When the breeze stopped sweeping the chilling onto Jacque, and his shirt whipped against his back and chest no more, that’s when he first felt genuinely afraid.
The whispers were persistent, growing more deafeningly audible the quieter the world became. The masculine voice was deep yet calming, the characterization of thunder, the boy thought, repeating the same name over and over. His parents stood still, statues of stone frozen with faces of dismay. He was, in other words, gay, and piled under the conservative expectations of his family and peers.Īs he was beginning to lose touch with his sacrilegious reality, many of his fanciful stars flickered away, like a dark emanation of fog and cloud cast over them with the assistance of the western winds, and all he could hear was the whispering of his name. Because the boy didn’t agree politically with the other citizens. He believed in God, just as everyone else in his town, for how else would such enchantingly monstrous creatures like the witches exist, but he couldn’t bring himself to agree with the seemingly endless verses of the Bible. At school he would be told stories about the golden haired women, the witches who knew all of your deepest and darkest secrets - an unfathomable fear of the boy. He would spend most of his nights spread out amongst the soft grass of the town meadows, trying to drown out the regular demonic chanting of his parents. No sun shone that day the only pronounced source of light came from the glowing embers, which to the boy’s delight resembled a cluster of stars against the misty expanse of ash. His mother, his father, the parents of his friends, all had their eyes sealed shut, crucifixes of all kinds held to their chests, mumbling words that the child didn’t understand as they gazed towards the clouded heavens. “Is the witch dead?” he stammered, a burst of cool air fluttering down his shirt.
The peaceful atmosphere of the persecution endured until a boy in the front, of only about nine years of age, broke the deafening silence. The hair, so fair and angelic, seemed to be but a wig unscathed on top of the lifeless girl, glistening in the breeze like an amber lily drifting through a nightmarish swamp. No one in the audience moved, the smouldering flames left to dwindle into nothingness, leaving behind a singed ebony figure with heavenly golden hair resembling the body of a doll.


### Your assignment
An exact restatement of the data is required, with the images omitted.

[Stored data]
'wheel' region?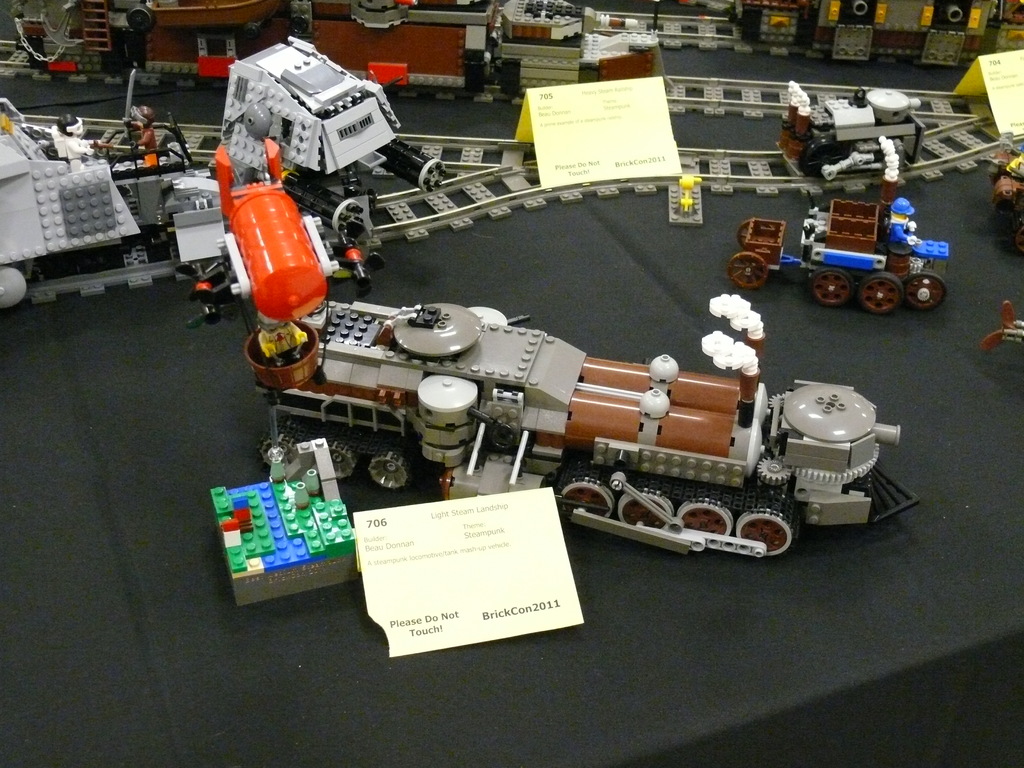
select_region(902, 268, 945, 314)
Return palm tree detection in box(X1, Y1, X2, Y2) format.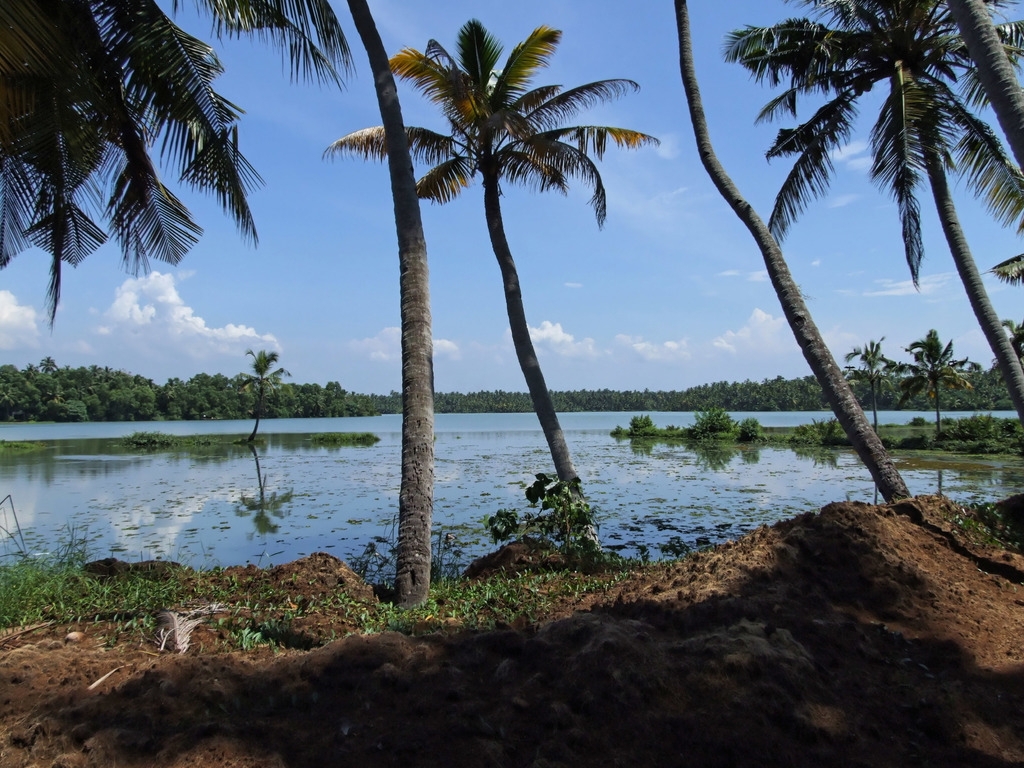
box(0, 2, 357, 264).
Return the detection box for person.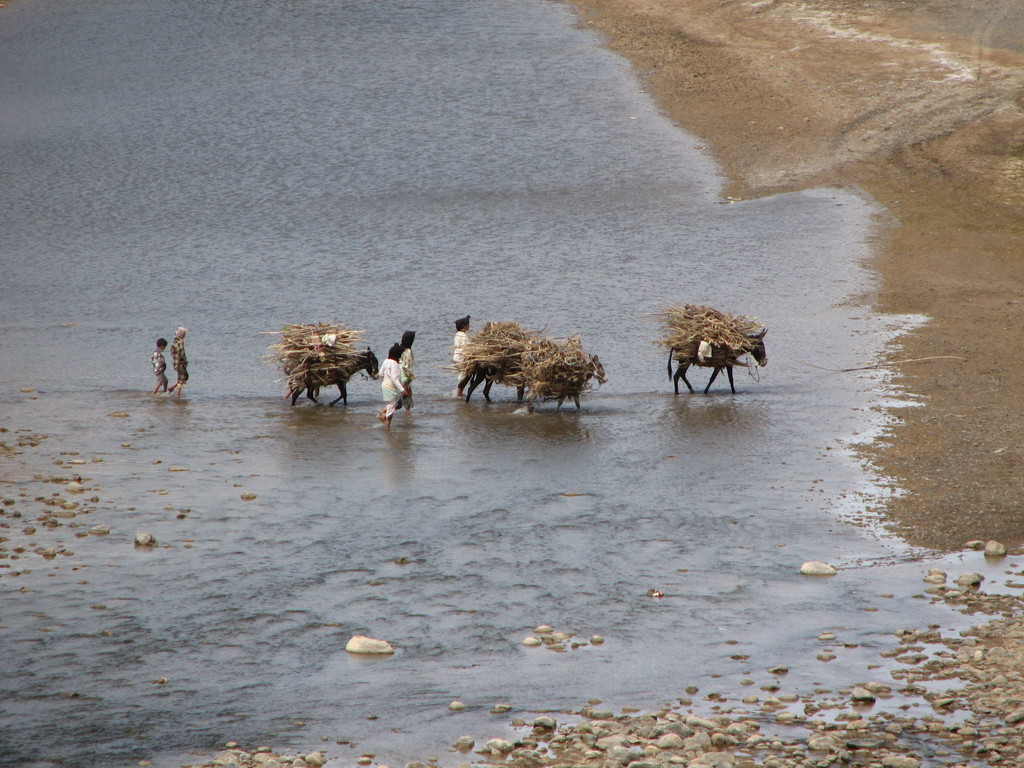
452 316 480 399.
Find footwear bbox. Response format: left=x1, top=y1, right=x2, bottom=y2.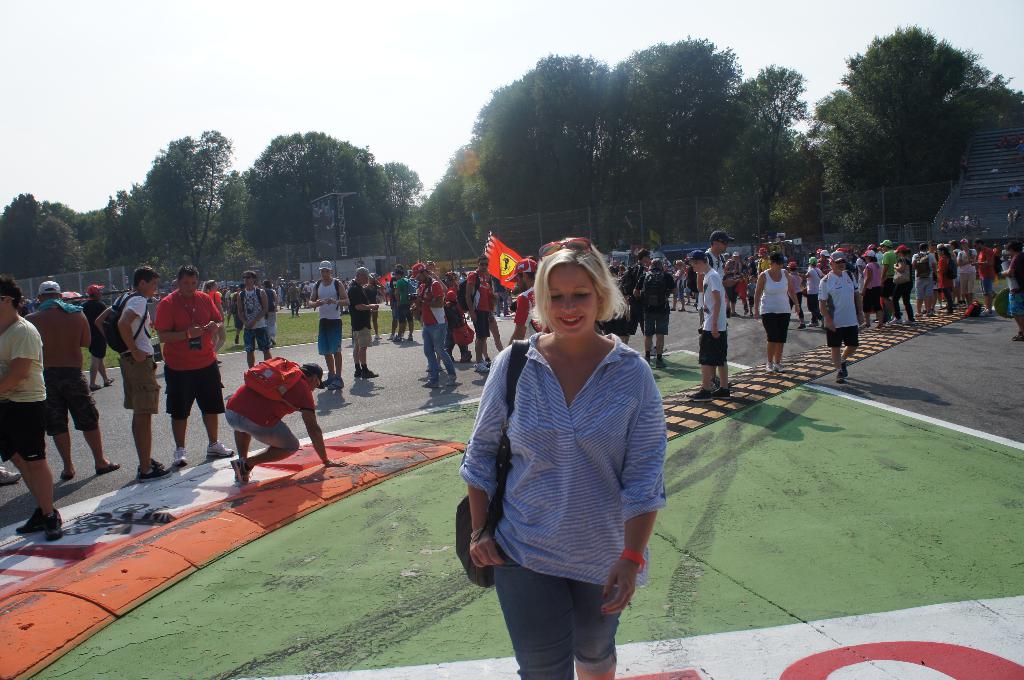
left=175, top=445, right=188, bottom=467.
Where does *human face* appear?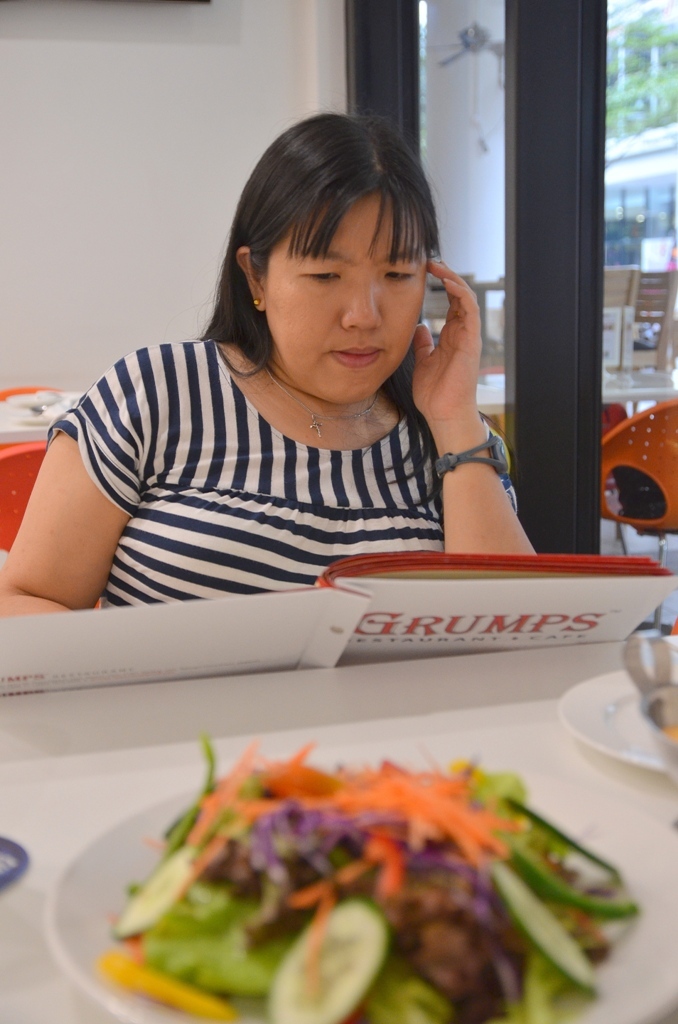
Appears at 250:185:427:405.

### Response to this exercise
'wheel' region?
select_region(902, 268, 945, 314)
Return palm tree detection in box(X1, Y1, X2, Y2) format.
box(0, 2, 357, 264).
Return the detection box for person.
452 316 480 399.
Find footwear bbox. Response format: left=x1, top=y1, right=x2, bottom=y2.
left=175, top=445, right=188, bottom=467.
Where does *human face* appear?
Appears at 250:185:427:405.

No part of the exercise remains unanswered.